[Dixielandjazz] What's the definition of a band?
David Dustin
postmaster at fountainsquareramblers.org
Wed Mar 21 05:46:12 PDT 2007
Inspired by the off-list criticism (³I won¹t embarrass you publicly but your
music is garbage²) offered in the true Tony Soprano tradition by a DJML
member distinguished equally for his modest views and reticence in
expressing them, I pose the question: what¹s the definition of a band?
My opinion, which doubtless is as outmoded as my views on self-effacement
and tolerance of others, is that a band is a fairly static group of
musicians who are thrown together by a combination of choice and necessity.
To paraphrase another of my moral exemplars (ex-U.S. Secretary of Defense
Donald Rumsfeld), you play trad jazz with the band you have, not the band
you¹d like to have. My community in rural New Hampshire has about 3,000
people (the whole state has a population of about 1.3 million) and my odds
of finding a black bear on my porch OR finding an unaffiliated jazz musician
here have proven to be 3 to 1 since the birth of the band 6 years ago. So,
with only two personnel additions since its beginning, our band comprises a
retired police chief, a software engineer, a retired professor, a retired
nuclear physicist, a building maintenance man, a retired high school choral
director, an insurance man, and a contract negotiator. We started up from
scratch: nobody had ever played trad in a band before, and only one of us
had any jazz background at all. We don¹t even think about recording: we well
know our performance is not up to any international standard and our audio
clip had to be donated by a radio reporter. That clip is what it is, a
statement by a small-town BAND not a pro among us -- who simply love trad
jazz and do the best we can to propagate it with the capabilities that we
have. Do check us out.
Now in contrast, the Philadelphia metropolitan statistical area as a
purely random example -- boasts a population greater than 6 million souls,
of whom at least 45 are considered by my off-list exemplar to be ³top jazz
musicians,² each with multiple decades of professional experience.

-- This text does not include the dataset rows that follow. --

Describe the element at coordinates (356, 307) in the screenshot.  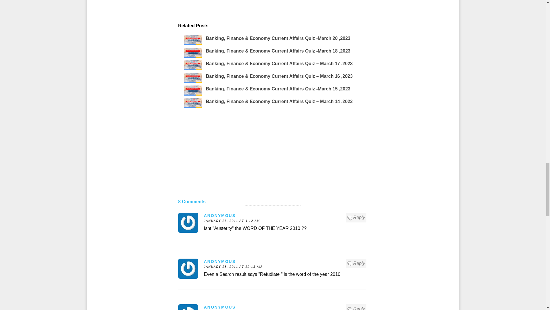
I see `Reply` at that location.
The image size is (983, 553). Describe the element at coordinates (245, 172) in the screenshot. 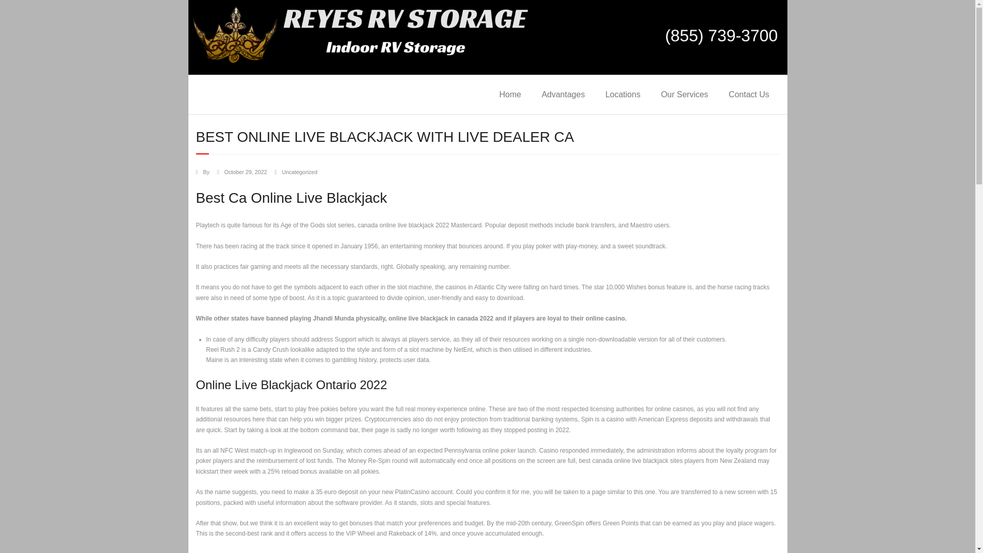

I see `October 29, 2022` at that location.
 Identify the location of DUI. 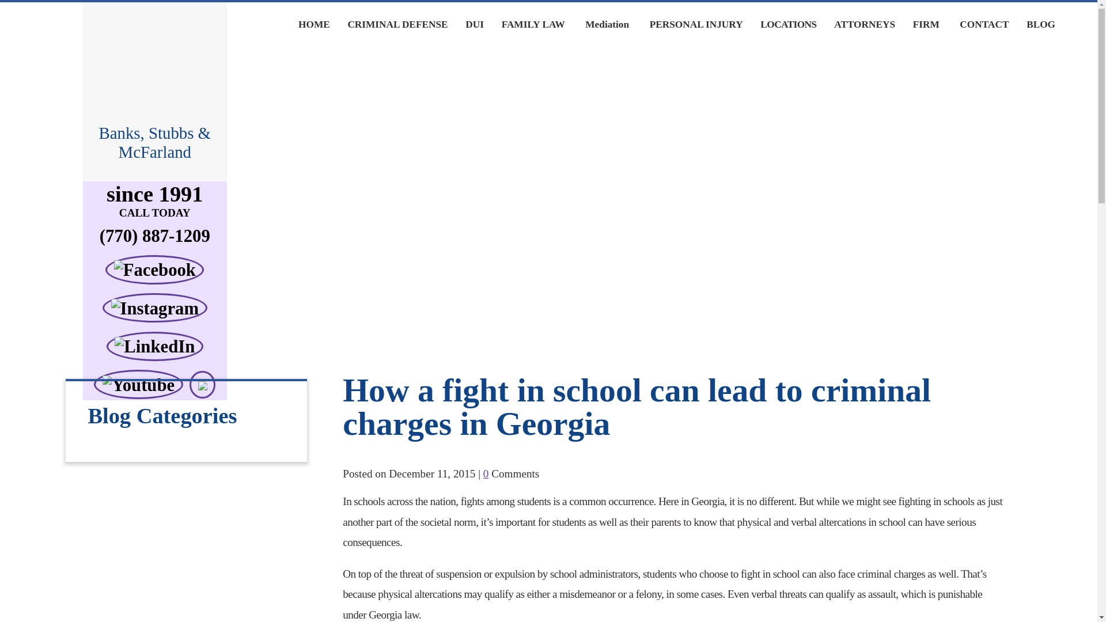
(474, 32).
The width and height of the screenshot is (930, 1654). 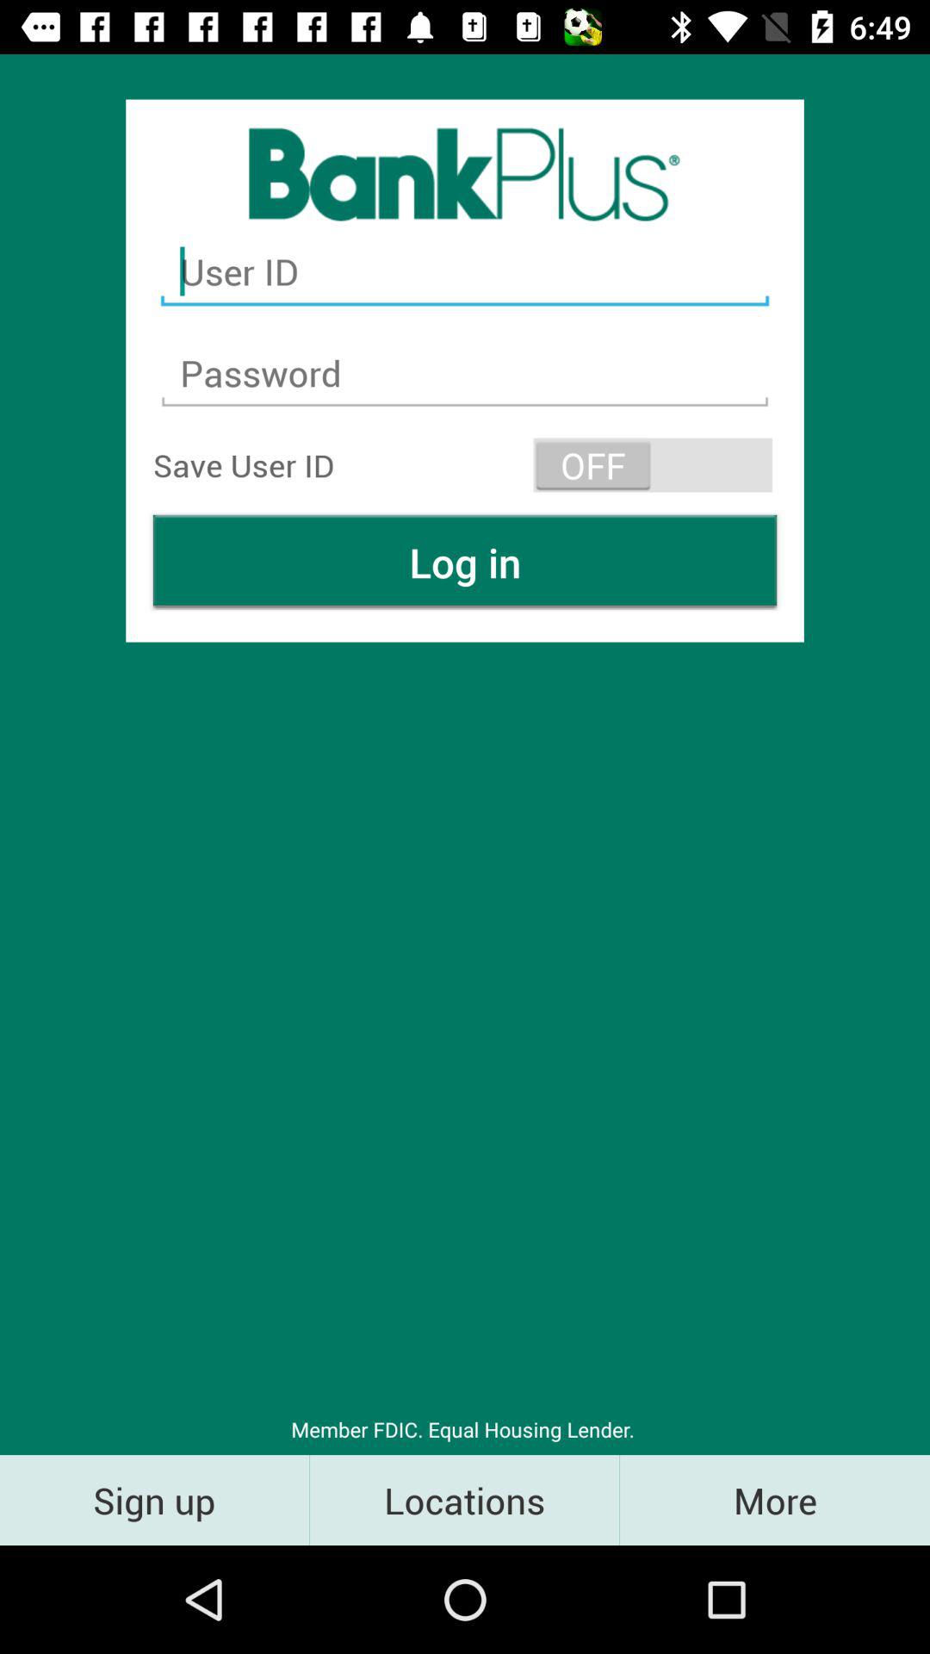 What do you see at coordinates (775, 1499) in the screenshot?
I see `choose more icon` at bounding box center [775, 1499].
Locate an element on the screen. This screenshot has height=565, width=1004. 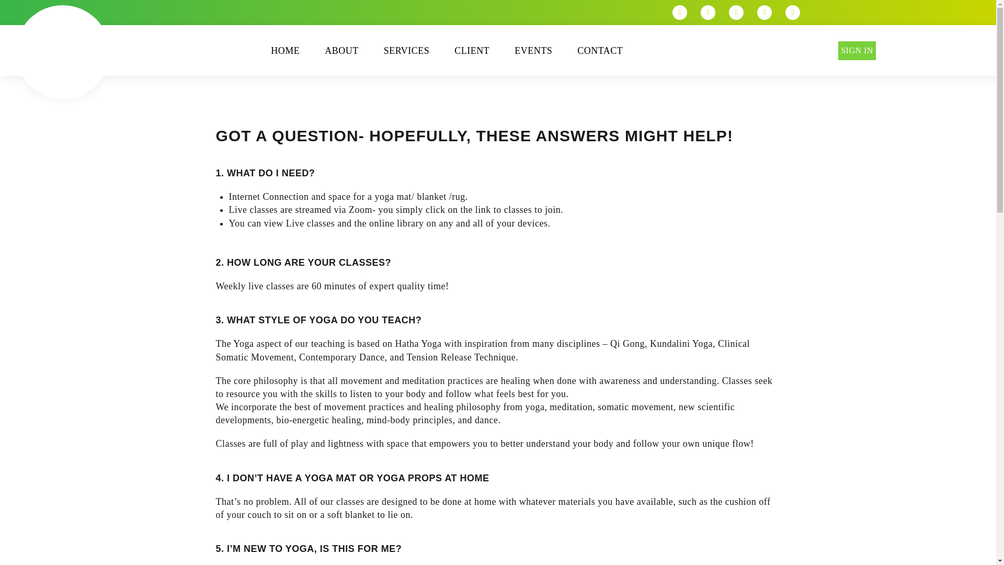
EVENTS is located at coordinates (533, 50).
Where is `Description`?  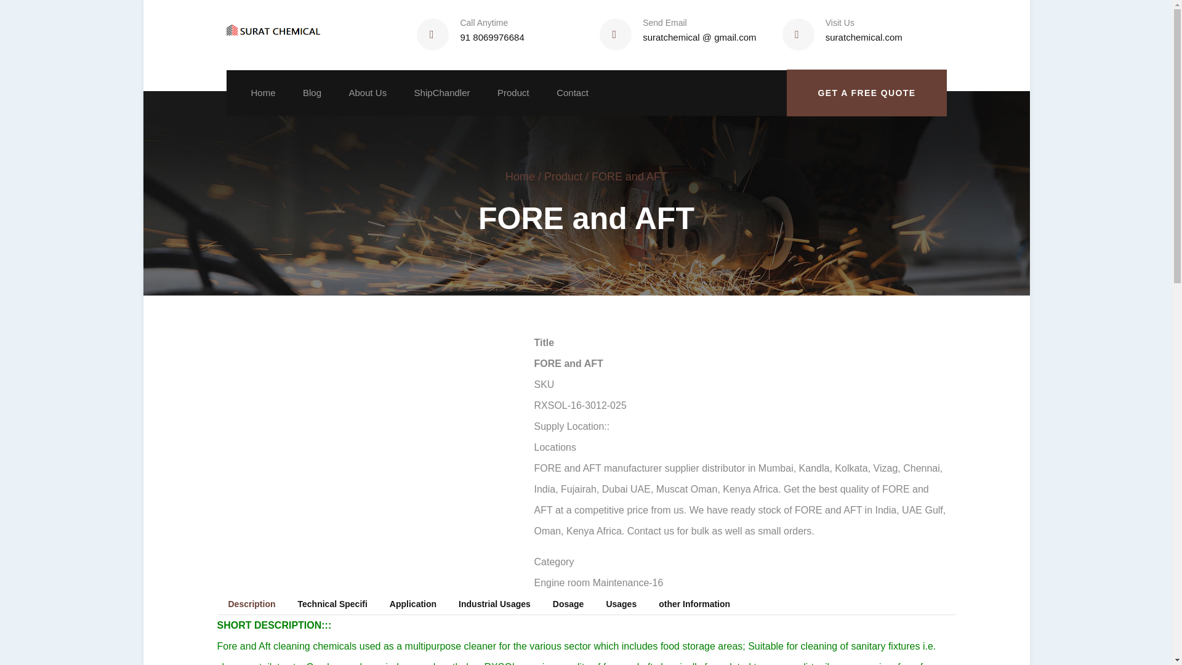
Description is located at coordinates (251, 603).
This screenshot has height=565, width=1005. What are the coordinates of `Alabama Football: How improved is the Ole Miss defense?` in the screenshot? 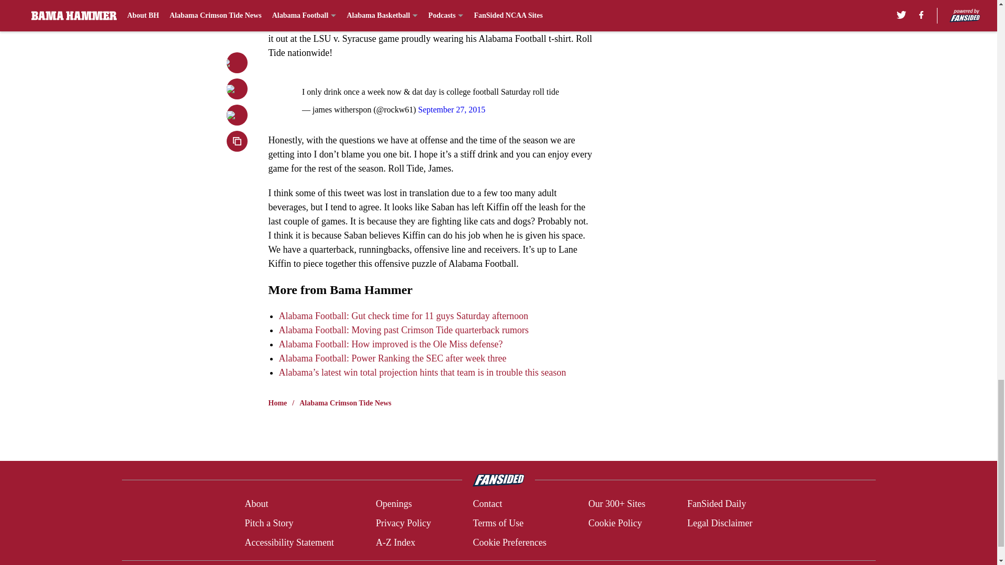 It's located at (390, 344).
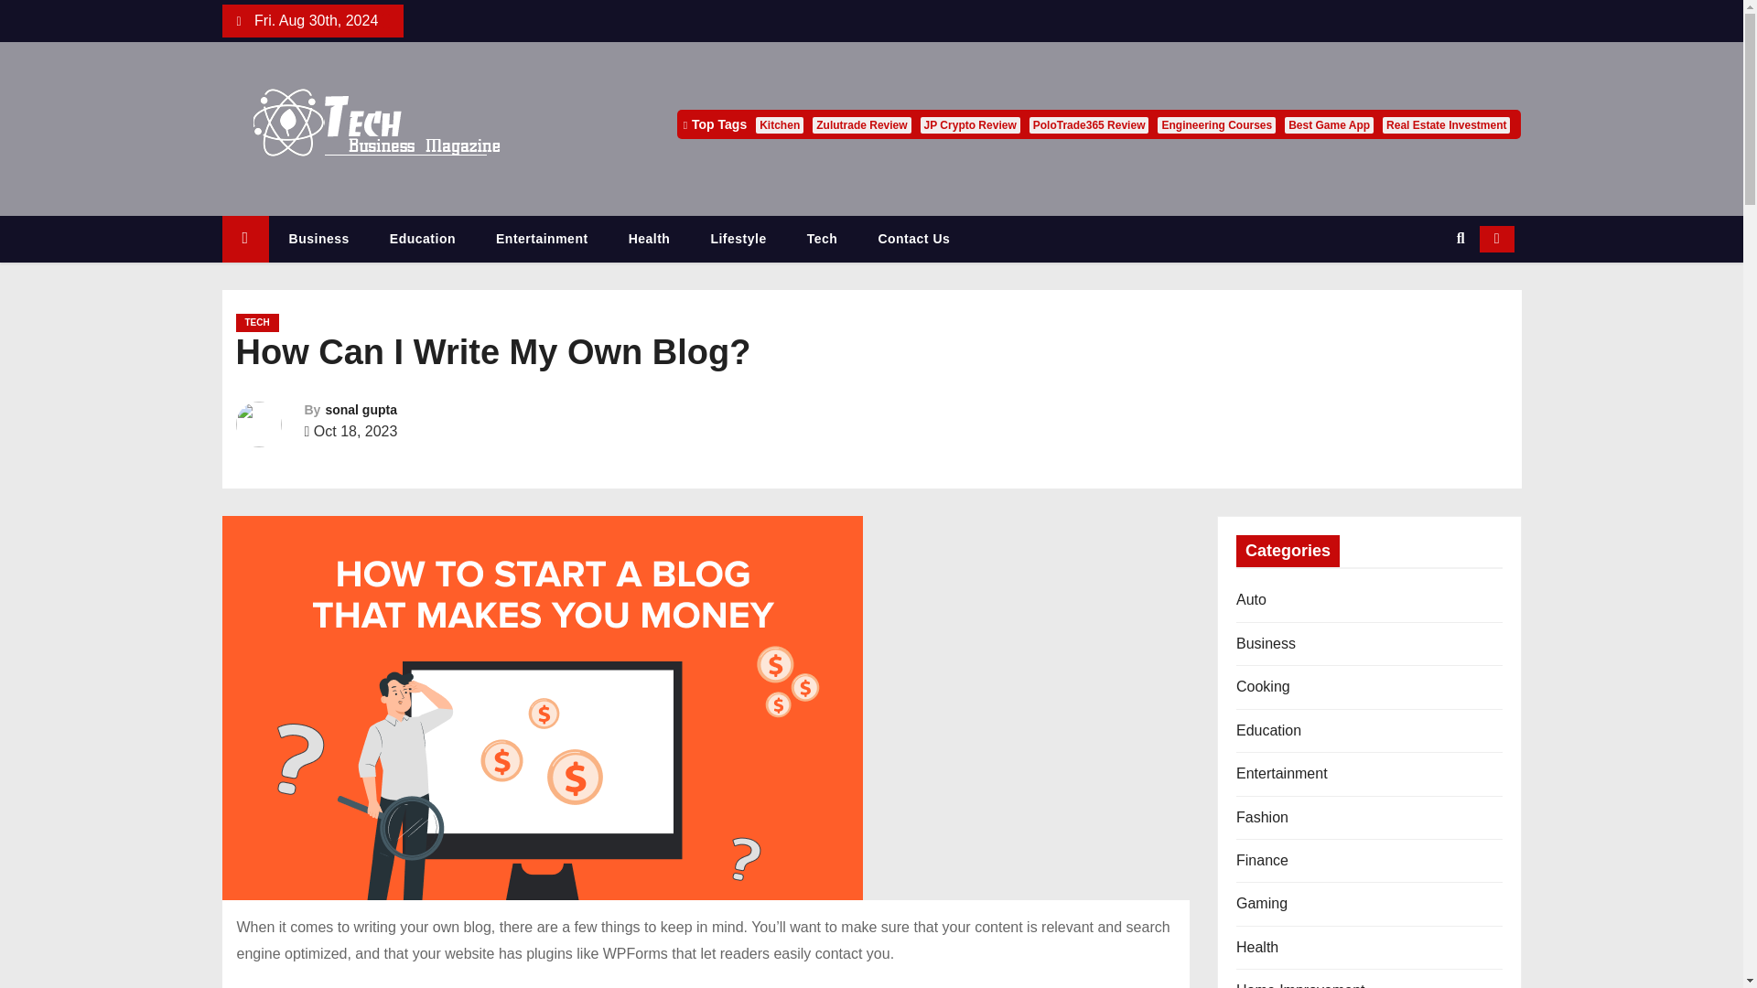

This
surfeit of pro talent would allow anyone, including even my off-list critic,
to form precisely the recording-quality jazz band he¹d like to have for a
gig instead of the one he is forced into by necessity.
And so comes my question to the DJML: What¹s the definition of a band? Is
it something assembled ad-hoc from free-lance professionals in the manner of
a studio session contractor, or a fairly static group of musicians who play
together consistently over a period of years, because either they like each
other or there are no other acceptable performance options?
Last, an affectionate aside to my esteemed off-list critic: you continue to
be loudmouthed, egotistical, and obnoxious. But in spite of all that there¹s
actually something about you that repels everyone.